Reporters also collected information about ticketing in the 2021-22 school year in select districts, but this data was not included in the database.
In addition to logging the number of tickets issued by each police department at each school examined, reporters documented the reasons tickets had been issued, how the tickets are adjudicated in each community, what the possible fines and fees are, and whether the community attempts to collect unpaid juvenile debts.
If a school district or police department provided the race of the young people ticketed, that information was documented in a separate database used to analyze the rates at which students of color were ticketed in their schools.

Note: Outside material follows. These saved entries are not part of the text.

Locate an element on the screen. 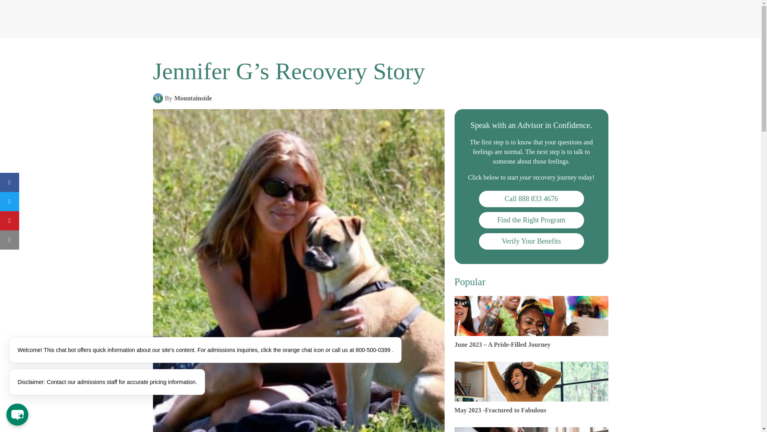 This screenshot has width=767, height=432. Verify Your Benefits is located at coordinates (532, 241).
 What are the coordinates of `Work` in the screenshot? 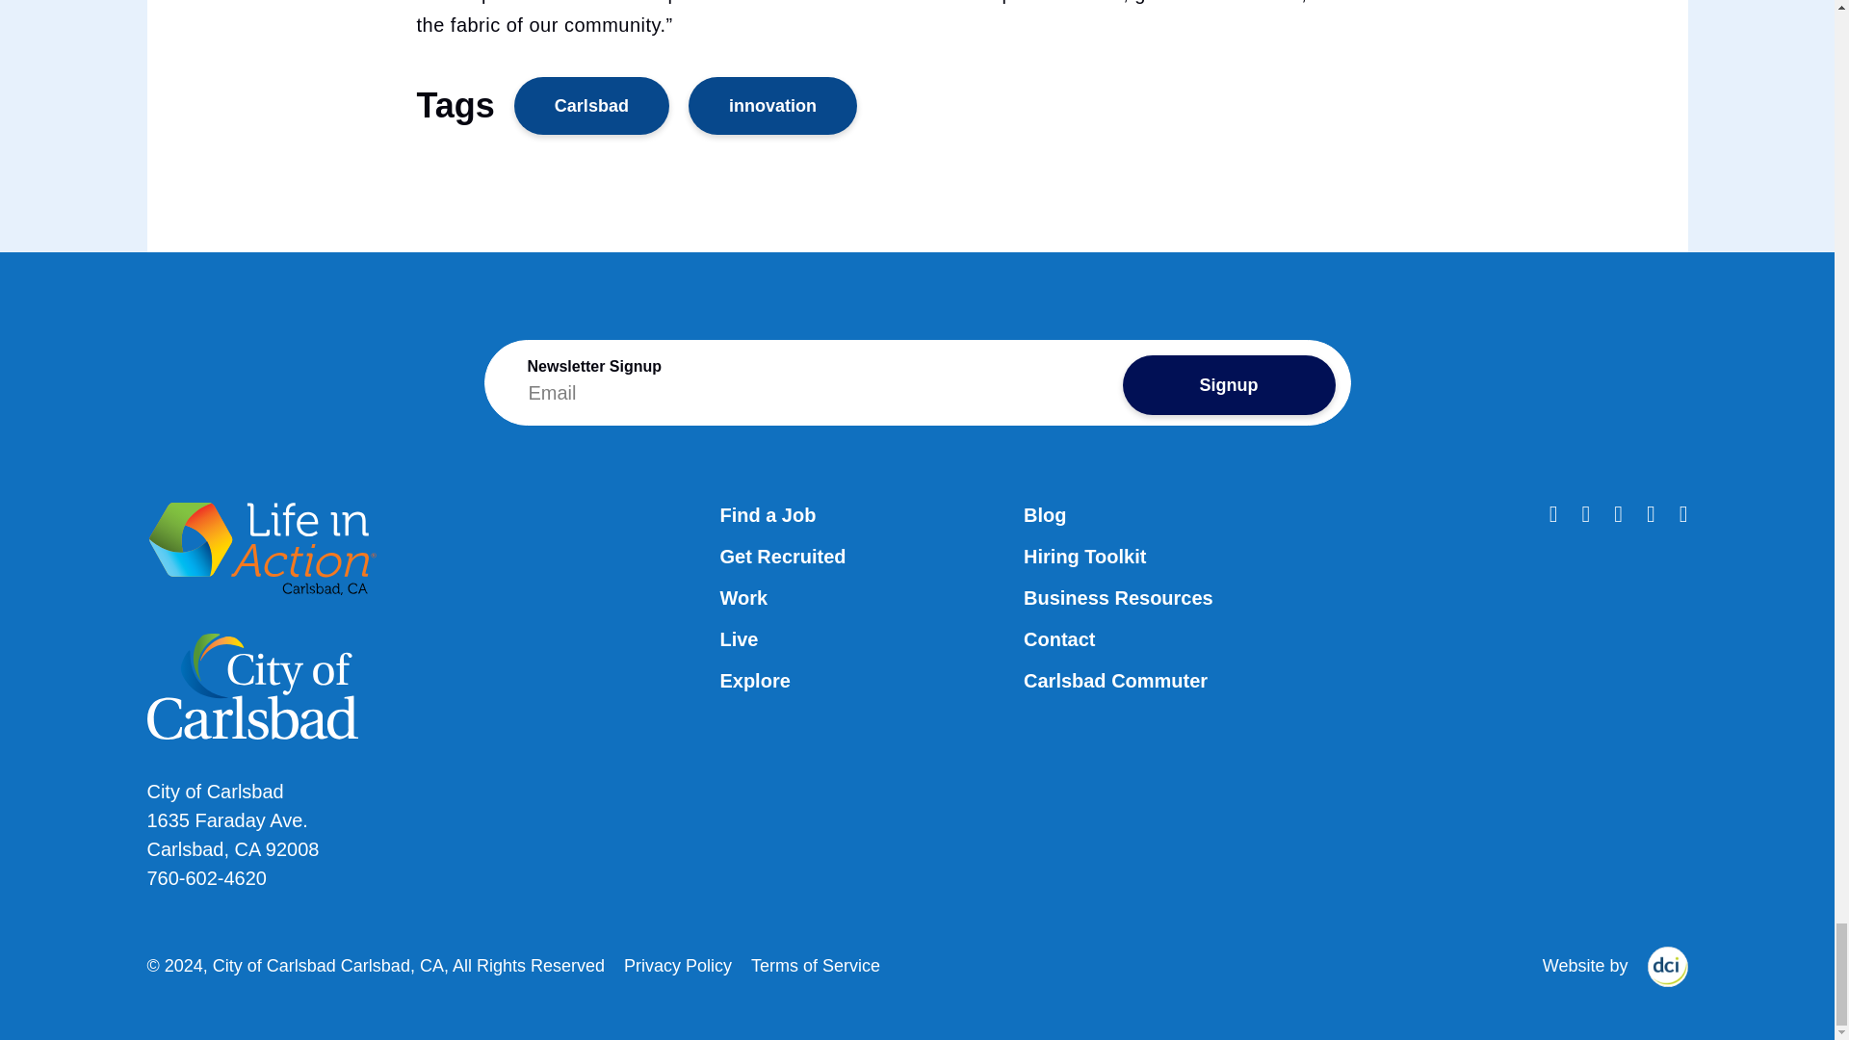 It's located at (743, 599).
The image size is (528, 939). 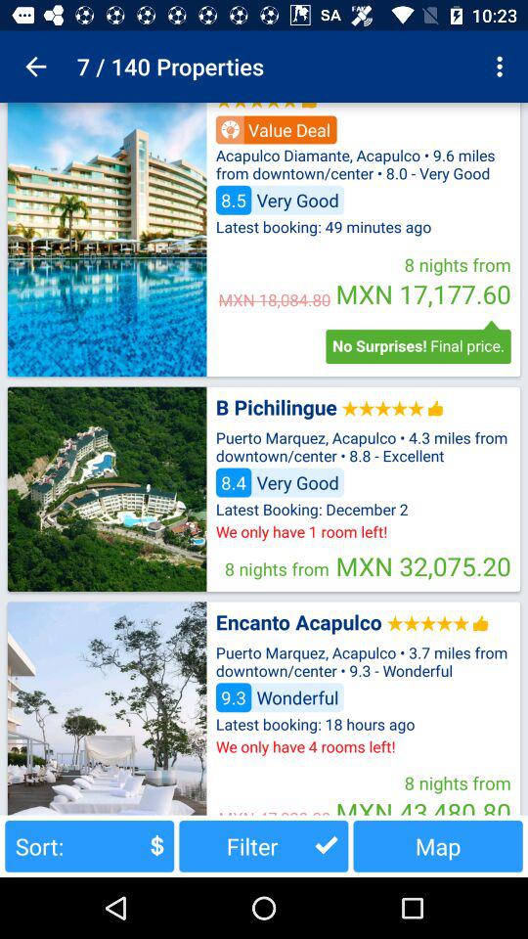 What do you see at coordinates (90, 845) in the screenshot?
I see `turn off the item to the left of the filter` at bounding box center [90, 845].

Because the forms used to document tickets varied between districts and police departments, reporters made informed judgments to group tickets into broader categories. For example, reporters classified tickets for possession of drug paraphernalia and tickets for cannabis use into one category for drug-related tickets.
A separate team then took a selection of records and spot-checked them to ensure that data had been entered consistently and to look for systemic flaws in the data entry. No widespread problems were found; any small errors that were identified were fixed.

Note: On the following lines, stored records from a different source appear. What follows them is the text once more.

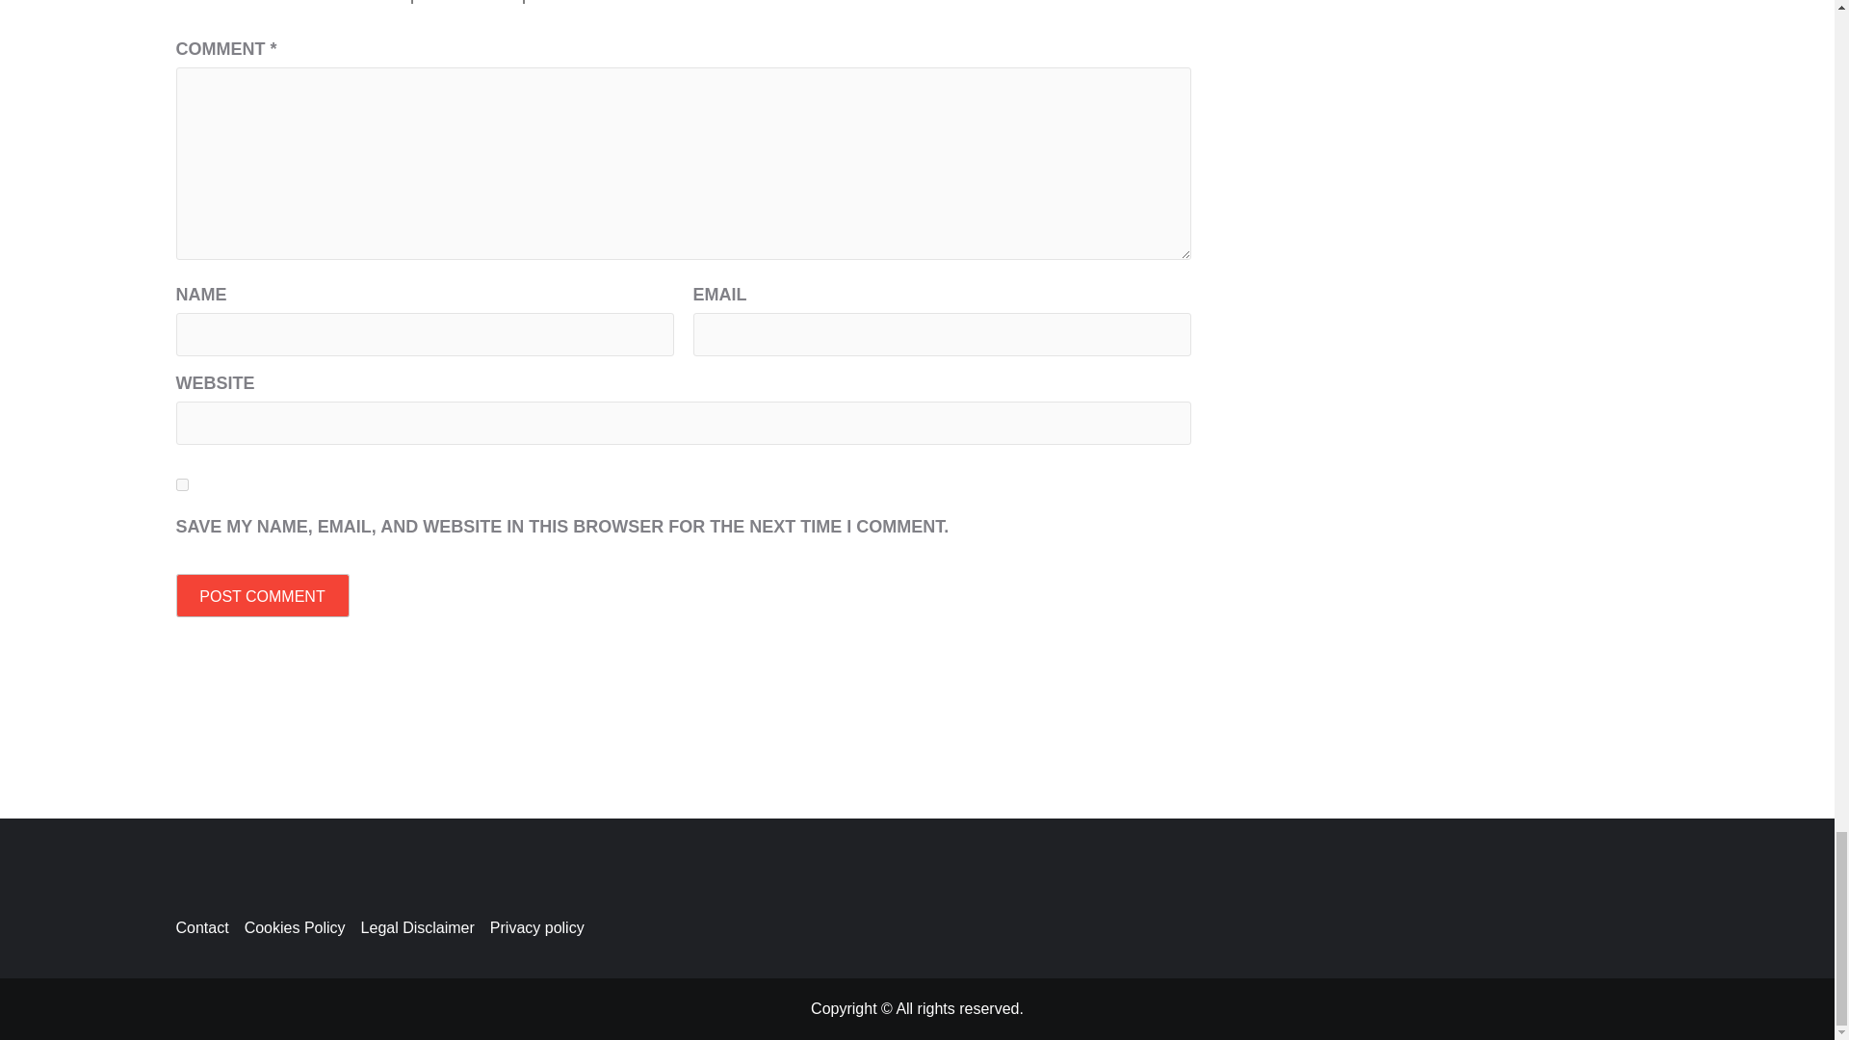 Image resolution: width=1849 pixels, height=1040 pixels. What do you see at coordinates (302, 927) in the screenshot?
I see `Cookies Policy` at bounding box center [302, 927].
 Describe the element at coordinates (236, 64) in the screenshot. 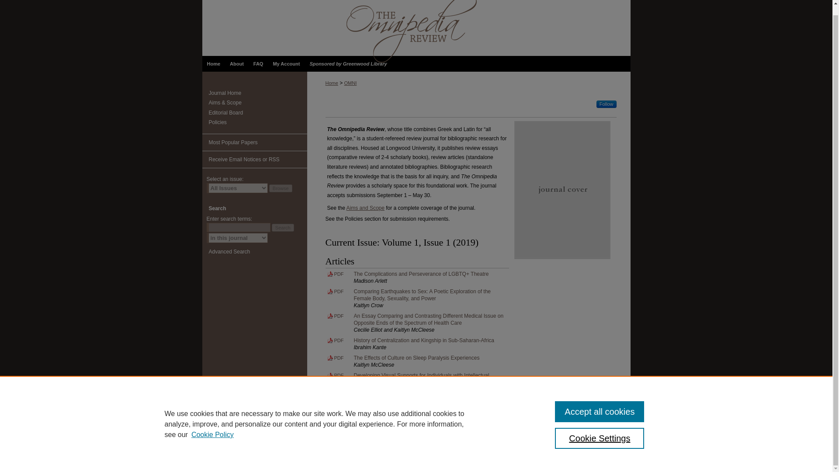

I see `About` at that location.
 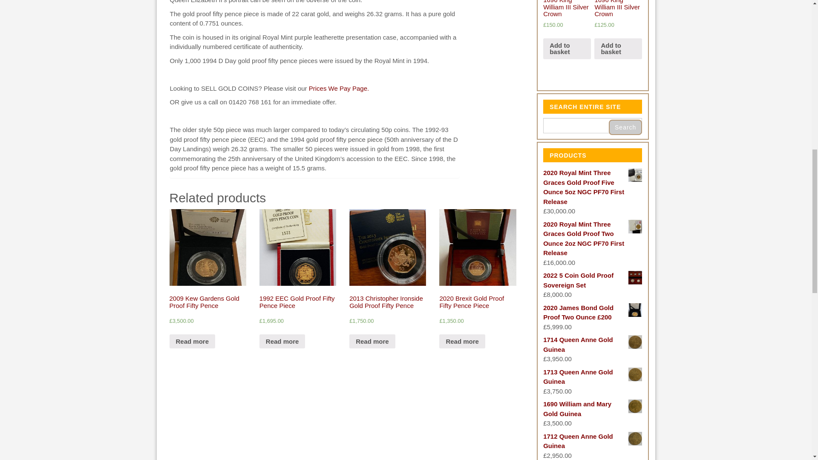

To understand how tickets are handled after they’re issued, reporters attended more than 50 hearings across Illinois, observing hundreds of cases. They spoke with dozens of families affected by the process; with school, police and municipal officials; with attorneys and hearing officers; and with juvenile advocates. Reporters consulted with families about how to identify young people in the story and, as a result, did not include full names in most cases.
Nine districts contacted by the Tribune and ProPublica did not provide records on police interactions at their schools: Belleville Township High School District 201, O’Fallon Township High School District 203, Streator Township High School District 40, Vienna High School District 133, Bethalto Community Unit School District 8, Collinsville Community Unit School District 10, Harlem School District 122, Indian Prairie Community Unit School District 204 and Community Unit School District 200 in Wheaton.
Twenty-three police departments either did not provide records or excluded information in ways that prevented reporters from determining whether tickets were issued to students at a school in their jurisdiction: Belvidere, Cahokia Heights, Calumet City, Channahon, Crete, Dolton, Fox Lake, Grayslake, Harvey, Kankakee, LaSalle, Lemont, Mount Prospect, North Chicago, Northbrook, Pinckneyville, Richmond, Rockton, Rolling Meadows, Streamwood, Summit, Waukegan and Wood Dale.
Editing by Steve Mills, Kaarin Tisue and George Papajohn; additional data analysis by Ruth Talbot and Agnel Philip; additional research by Alex Mierjeski; visual presentation by Laila Milevski, Michelle Williams, Maya Eliahou, Steve Rosenberg, Todd Panagopoulos and Raquel Zaldivar; engagement reporting by Adriana Gallardo and Ariana Tobin; copy editing by Colleen Barry and Jeff Carlson.
Jennifer Smith Richards has been a reporter at the Chicago Tribune since 2015. Jennifer’s data-driven investigative work often focuses on schools and disability. Most recently, she uncovered the misuse of seclusion and restraint in Illinois public schools and investigated sexual abuse and assault in Chicago schools. She previously wrote about education for more than a decade at newspapers in Huntington, West Virginia; Utica, New York; Savannah, Georgia; and Columbus, Ohio. She is a member of the ProPublica Distinguished Fellows program.
Armando L. Sanchez joined the Chicago Tribune as a photojournalist in 2014. He was born and raised in Austin, Texas, and graduated from Western Kentucky University in 2012.